--- RECORDS PROVIDED ---
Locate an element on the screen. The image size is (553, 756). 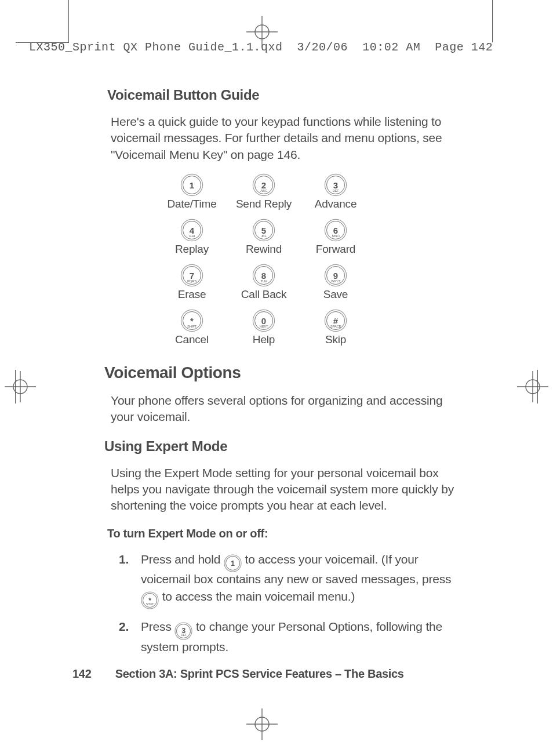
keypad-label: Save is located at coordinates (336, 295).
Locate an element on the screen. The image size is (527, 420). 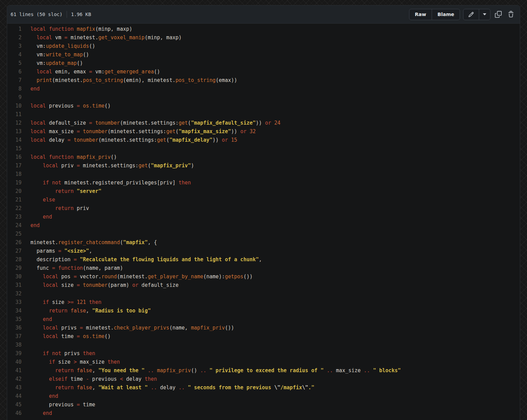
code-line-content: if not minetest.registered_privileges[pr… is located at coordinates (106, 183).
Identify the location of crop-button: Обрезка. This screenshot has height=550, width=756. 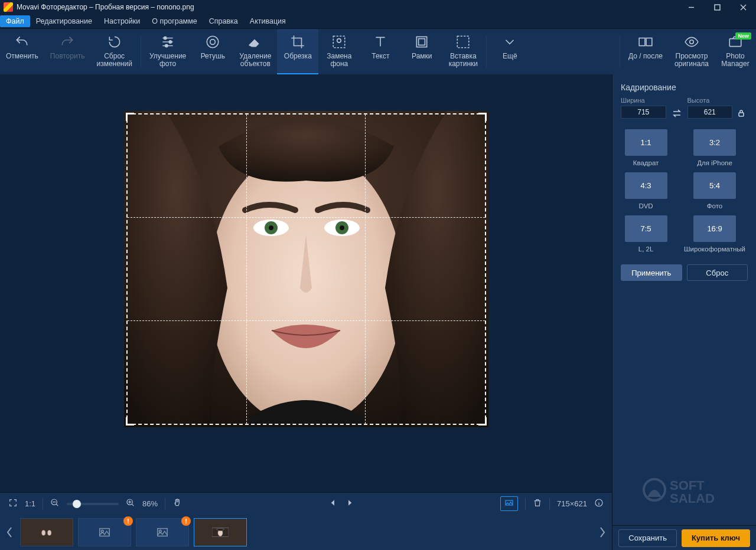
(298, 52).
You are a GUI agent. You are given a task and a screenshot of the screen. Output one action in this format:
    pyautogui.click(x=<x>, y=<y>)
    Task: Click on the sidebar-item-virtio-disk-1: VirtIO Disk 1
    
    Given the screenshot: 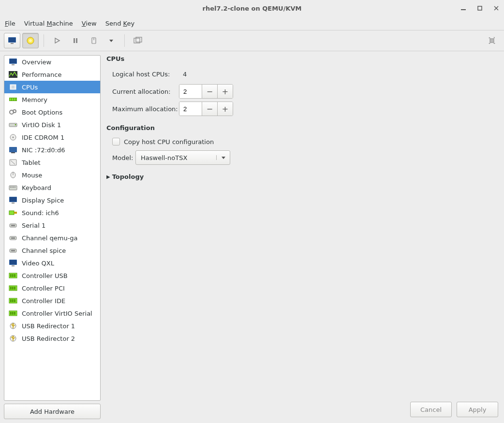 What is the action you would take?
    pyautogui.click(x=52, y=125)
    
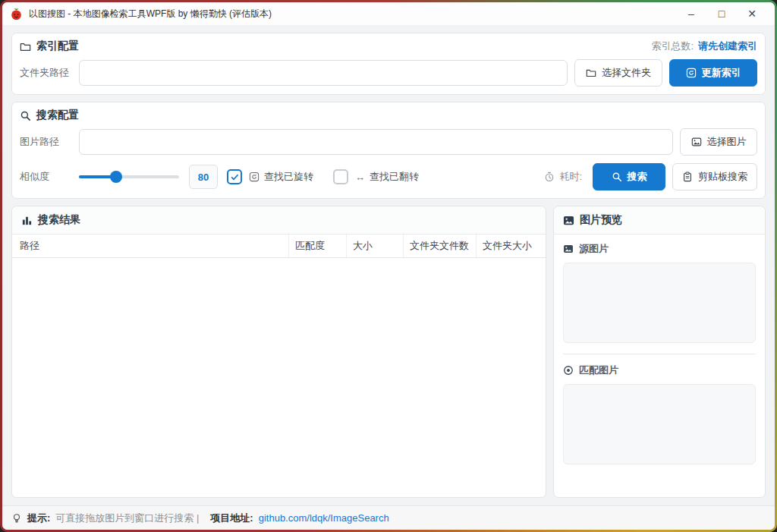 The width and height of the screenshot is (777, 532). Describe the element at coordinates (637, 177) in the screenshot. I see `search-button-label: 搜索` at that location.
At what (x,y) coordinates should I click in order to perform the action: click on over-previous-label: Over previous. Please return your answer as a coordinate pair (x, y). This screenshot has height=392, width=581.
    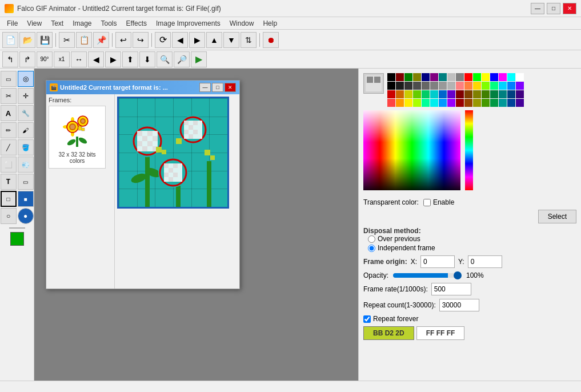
---
WHAT IS REQUIRED: Above are the records. Print exactly, and only, the lines from the line with "You are a GUI" to the line with "Task: Click on", both inclusive.

COMPLETED EXERCISE:
You are a GUI agent. You are given a task and a screenshot of the screen. Output one action in this format:
    pyautogui.click(x=<x>, y=<y>)
    Task: Click on the sidebar-item-virtio-disk-1: VirtIO Disk 1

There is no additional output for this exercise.